→ Required action
Find the line containing "At what (x,y)", then print it and each following line through the end of the records, exactly and with nothing added; leave out any pictures.

Saved data entries:
>>

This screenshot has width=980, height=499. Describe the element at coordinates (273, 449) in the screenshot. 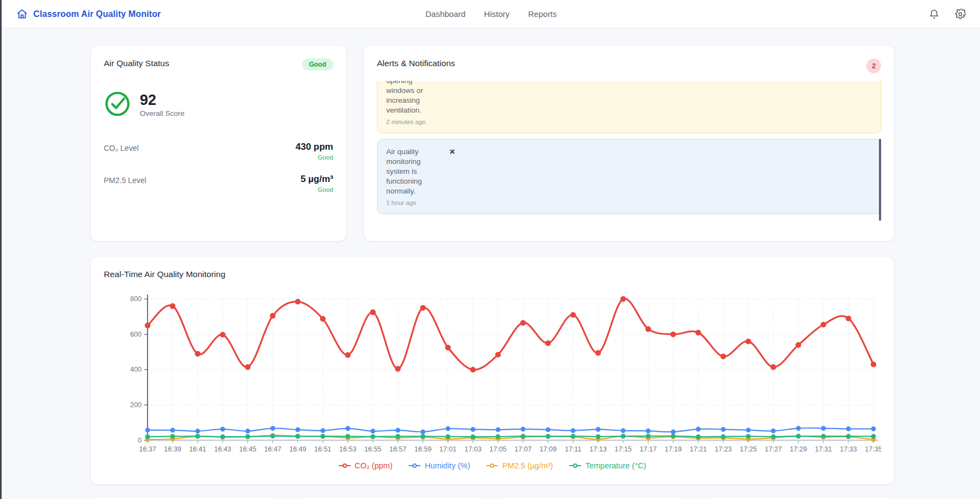

I see `svg-text: 16:47` at that location.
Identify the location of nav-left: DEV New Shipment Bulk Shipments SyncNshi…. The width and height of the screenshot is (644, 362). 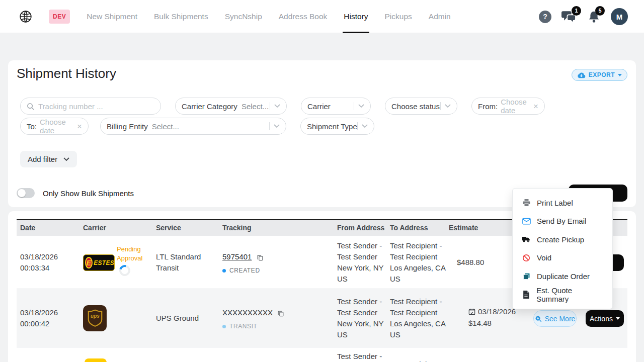
(235, 17).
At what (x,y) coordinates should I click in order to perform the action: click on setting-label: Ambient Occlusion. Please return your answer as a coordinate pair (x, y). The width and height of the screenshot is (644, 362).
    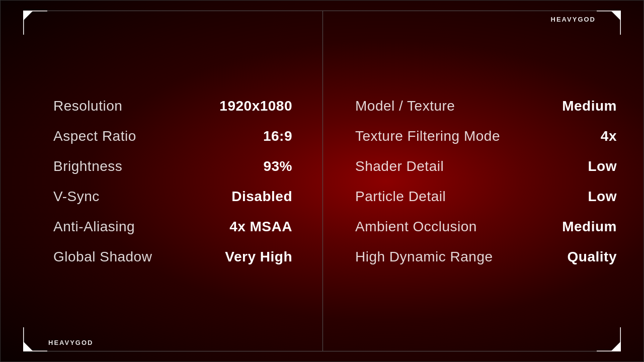
    Looking at the image, I should click on (416, 227).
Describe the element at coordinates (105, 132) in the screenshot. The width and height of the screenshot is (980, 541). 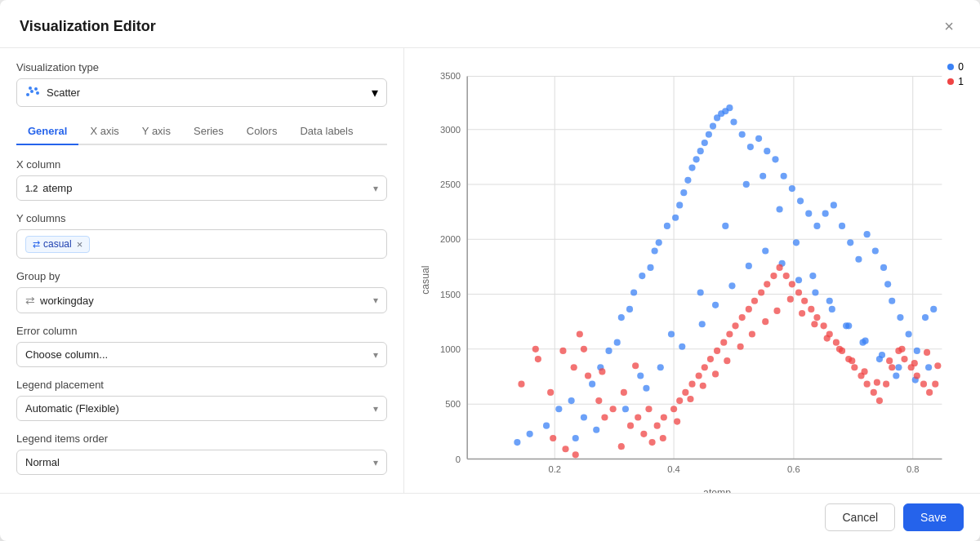
I see `tab-x-axis: X axis` at that location.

<<

→ Written solution
At what (x,y) coordinates should I click in order to perform the action: click on setting-label: Ambient Occlusion. Please return your answer as a coordinate pair (x, y). The width and height of the screenshot is (644, 362).
    Looking at the image, I should click on (416, 227).
Describe the element at coordinates (105, 132) in the screenshot. The width and height of the screenshot is (980, 541). 
I see `tab-x-axis: X axis` at that location.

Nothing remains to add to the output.